◆ Supplied material ◆
• • •
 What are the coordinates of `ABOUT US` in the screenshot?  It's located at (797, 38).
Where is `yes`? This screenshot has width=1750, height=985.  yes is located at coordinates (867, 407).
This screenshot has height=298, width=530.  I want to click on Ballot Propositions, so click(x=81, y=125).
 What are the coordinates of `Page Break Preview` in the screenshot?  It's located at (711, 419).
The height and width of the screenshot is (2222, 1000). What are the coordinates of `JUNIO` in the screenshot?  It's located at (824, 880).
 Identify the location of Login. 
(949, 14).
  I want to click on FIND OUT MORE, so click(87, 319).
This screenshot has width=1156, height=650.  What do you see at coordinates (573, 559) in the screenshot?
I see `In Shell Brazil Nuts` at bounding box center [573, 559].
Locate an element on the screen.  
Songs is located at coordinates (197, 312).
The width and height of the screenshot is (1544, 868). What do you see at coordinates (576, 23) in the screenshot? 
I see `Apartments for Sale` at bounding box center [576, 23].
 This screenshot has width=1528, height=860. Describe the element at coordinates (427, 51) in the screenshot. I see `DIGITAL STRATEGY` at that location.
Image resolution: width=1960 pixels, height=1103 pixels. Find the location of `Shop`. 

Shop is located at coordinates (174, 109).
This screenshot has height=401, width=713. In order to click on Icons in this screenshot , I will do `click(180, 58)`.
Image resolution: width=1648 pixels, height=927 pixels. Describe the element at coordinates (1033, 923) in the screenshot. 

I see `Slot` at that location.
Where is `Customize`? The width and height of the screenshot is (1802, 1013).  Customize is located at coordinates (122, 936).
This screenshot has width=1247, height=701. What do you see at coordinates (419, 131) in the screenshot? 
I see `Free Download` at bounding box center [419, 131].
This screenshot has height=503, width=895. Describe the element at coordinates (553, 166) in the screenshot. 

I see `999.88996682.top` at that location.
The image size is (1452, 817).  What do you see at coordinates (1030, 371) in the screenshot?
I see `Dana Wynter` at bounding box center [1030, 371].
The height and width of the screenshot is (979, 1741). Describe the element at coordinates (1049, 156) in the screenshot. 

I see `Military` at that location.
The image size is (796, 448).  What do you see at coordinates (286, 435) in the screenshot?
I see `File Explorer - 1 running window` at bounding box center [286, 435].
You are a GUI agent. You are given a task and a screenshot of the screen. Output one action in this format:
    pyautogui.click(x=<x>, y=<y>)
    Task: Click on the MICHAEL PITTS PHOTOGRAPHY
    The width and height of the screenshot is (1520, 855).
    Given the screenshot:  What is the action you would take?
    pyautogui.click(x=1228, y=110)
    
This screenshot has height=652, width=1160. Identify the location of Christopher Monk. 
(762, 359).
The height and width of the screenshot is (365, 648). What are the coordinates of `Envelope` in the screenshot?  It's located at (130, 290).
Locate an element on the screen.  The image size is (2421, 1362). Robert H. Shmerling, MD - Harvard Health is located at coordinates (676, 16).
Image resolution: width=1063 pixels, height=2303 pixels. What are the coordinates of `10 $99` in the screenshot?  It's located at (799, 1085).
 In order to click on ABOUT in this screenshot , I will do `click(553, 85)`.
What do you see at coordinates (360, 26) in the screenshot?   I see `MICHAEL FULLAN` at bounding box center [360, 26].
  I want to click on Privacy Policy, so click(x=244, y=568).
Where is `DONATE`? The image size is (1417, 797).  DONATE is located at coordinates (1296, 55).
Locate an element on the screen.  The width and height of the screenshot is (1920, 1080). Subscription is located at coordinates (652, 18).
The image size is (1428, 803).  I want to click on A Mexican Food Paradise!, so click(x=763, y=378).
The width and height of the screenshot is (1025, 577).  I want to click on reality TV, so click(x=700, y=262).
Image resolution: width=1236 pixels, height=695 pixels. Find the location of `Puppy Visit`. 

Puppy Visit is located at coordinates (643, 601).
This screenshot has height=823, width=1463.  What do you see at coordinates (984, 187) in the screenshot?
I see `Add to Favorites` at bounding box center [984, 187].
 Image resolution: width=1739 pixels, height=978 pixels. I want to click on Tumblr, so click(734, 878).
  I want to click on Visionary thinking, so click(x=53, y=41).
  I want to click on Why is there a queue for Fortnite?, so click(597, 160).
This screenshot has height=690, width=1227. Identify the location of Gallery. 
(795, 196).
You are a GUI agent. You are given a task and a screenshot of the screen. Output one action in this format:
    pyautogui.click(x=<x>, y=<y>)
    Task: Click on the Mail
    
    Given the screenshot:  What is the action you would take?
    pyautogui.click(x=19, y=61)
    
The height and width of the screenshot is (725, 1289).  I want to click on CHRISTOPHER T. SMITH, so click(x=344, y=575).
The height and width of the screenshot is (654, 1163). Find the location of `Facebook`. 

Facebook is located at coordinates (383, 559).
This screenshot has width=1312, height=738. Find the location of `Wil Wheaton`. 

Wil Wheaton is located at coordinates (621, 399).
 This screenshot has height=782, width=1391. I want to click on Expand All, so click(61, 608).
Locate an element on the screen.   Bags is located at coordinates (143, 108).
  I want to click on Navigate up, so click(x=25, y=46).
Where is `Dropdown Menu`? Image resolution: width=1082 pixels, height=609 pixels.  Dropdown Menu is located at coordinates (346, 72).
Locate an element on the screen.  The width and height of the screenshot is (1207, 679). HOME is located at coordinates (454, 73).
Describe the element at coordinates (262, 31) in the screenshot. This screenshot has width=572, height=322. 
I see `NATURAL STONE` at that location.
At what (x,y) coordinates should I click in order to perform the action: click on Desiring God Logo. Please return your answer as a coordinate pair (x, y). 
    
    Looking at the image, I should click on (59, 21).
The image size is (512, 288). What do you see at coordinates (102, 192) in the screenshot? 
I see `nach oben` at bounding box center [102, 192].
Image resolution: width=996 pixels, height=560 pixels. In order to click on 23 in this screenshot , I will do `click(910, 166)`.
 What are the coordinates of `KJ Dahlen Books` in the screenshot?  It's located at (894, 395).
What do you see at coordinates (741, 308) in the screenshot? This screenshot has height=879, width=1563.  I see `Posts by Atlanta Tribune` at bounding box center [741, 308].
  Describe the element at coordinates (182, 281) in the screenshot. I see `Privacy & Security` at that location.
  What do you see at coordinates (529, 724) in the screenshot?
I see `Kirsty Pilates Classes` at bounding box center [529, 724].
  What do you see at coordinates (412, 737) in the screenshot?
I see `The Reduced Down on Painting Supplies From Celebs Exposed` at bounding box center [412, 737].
• • •
◆ Required action ◆
Whenever a line of the data above includes the word "ABOUT", copy that line.

◆ Task solution ◆
 What are the coordinates of `ABOUT US` in the screenshot?  It's located at (797, 38).
 In order to click on ABOUT in this screenshot , I will do `click(553, 85)`.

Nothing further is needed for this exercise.